Brad also seems to be referring to my views when he writes (in a different 
missive):
 >If the LTV is true--if surplus-value is a kind of *stuff* that, once 
created, is subject to some kind of conservation law, and bears some 
relationship to profits--then this is a cogent, coherent, and correct 
argument.<

I would liken labor not to "stuff" but to the conscious expenditure of 
human energy counteracting the second law of thermodynamics (using energy 
input from outside the system) to create order, i.e., making desirable or 
useful things for people. The creation of those use-values which can be 
sold on the market at a profit also creates value and exchange-value. The 
creation of that value limits the money revenues and (given the wage rate) 
the property income that can be realized.

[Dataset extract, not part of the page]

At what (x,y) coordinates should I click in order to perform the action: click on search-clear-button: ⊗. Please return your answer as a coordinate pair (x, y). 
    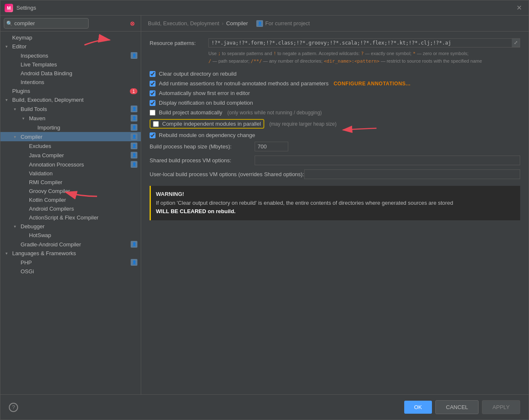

As central part of its core, NC economics starts with the idea that we are 
dominated by natural scarcity (though the constraints arising from this 
scarcity change over time). Marxian political economy doesn't reject the 
notion of scarcity as much as adding that there human-created, 
institutional, bases for scarcity (which sometimes mean that natural 
scarcity is irrelevant). The key human-created institution today is of 
course, capitalism, which sets the rules of the game that limit the 
creation of a social surplus-product and decree that this surplus-product 
takes the form of surplus-value. The scarcity of surplus-value (at any 
given time, since as with NC economics, the constraints change) sets the 
limits within which the many capitalists compete over the distribution of 
property income (profits, interest, rent). Of course, the size of the pool 
of surplus-value that exists at any one time depends on the state of class 
struggle (the ability of the workers to gain real wages relative to labor 
productivity), which in turn depends on the dynamics of accumulation. (Part 
of the latter is the institutionally-necessary existence of the reserve 
army of labor, which means that labor-power isn't scarce in the natural 
sense of the word. Rather, it's jobs that are scarce, institutionally 
scarce.)

The "conservation law" that total surplus-value at any specific time limits 
the total realized property income might be tautologically true. If so, the 
neoclassical assertion of natural scarcity is also tautological.

Justin writes:
 >So the whole transformation problem was a big mistake? <

Right. the idea of mathematically calculating prices from given values was 
a big mistake. It gets us into endless debates, all of the time assuming 
that values and prices are totally independent phenomena, so that one 
(values) can be used to derive the other (prices). On top of that, we get 
into emphasizing market equilibrium conditions (such as the equalization of 
profit rates between industries), even though markets are seldom, if ever, 
in equilibrium. (Marx was right to see markets as always changing, often 
due to endogenous shocks.)

I'd say that each commodity has a value and a price. The latter represents 
how it's "valued" by individuals in the market, while the former represents 
how it's "valued" by the societal factory representing capitalism as a 
whole. (When a worker's socially-necessary abstract labor time "produces 
value," it is contributing to the capitalist system following that system's 
own standards.) The two are connected, but not following some formula 
connecting each individual price (of production) to a vector of values 
presumed to be ontologically prior. (Neither prices nor values is 
ontologically prior.) Rather, at any one time, the total net product of 
society sold through the market (the NDP of capitalism as a whole) equals 
the total S+V, while the total surplus-product in money terms equals the 
total surplus-value, given the value of money or what Duncan Foley terms 
the "monetary equivalent of labor time" to translate between different 
units of measurement. At any one time, value categories constrain price 
categories, but actions in the economy based on price categories change the 
nature of value categories over time.

On these issues, I'd again recommend Foley's recent RRPE article and my own 
1990 article in RESEARCH IN POLITICAL ECONOMY. I'd also recommend the work 
of Himmelweit and Mohun (who often publish in CAPITAL & CLASS) or John Weeks.

Again, I have to restrict myself to one missive on this subject today, 
because I go on and on, wasting my time and yours.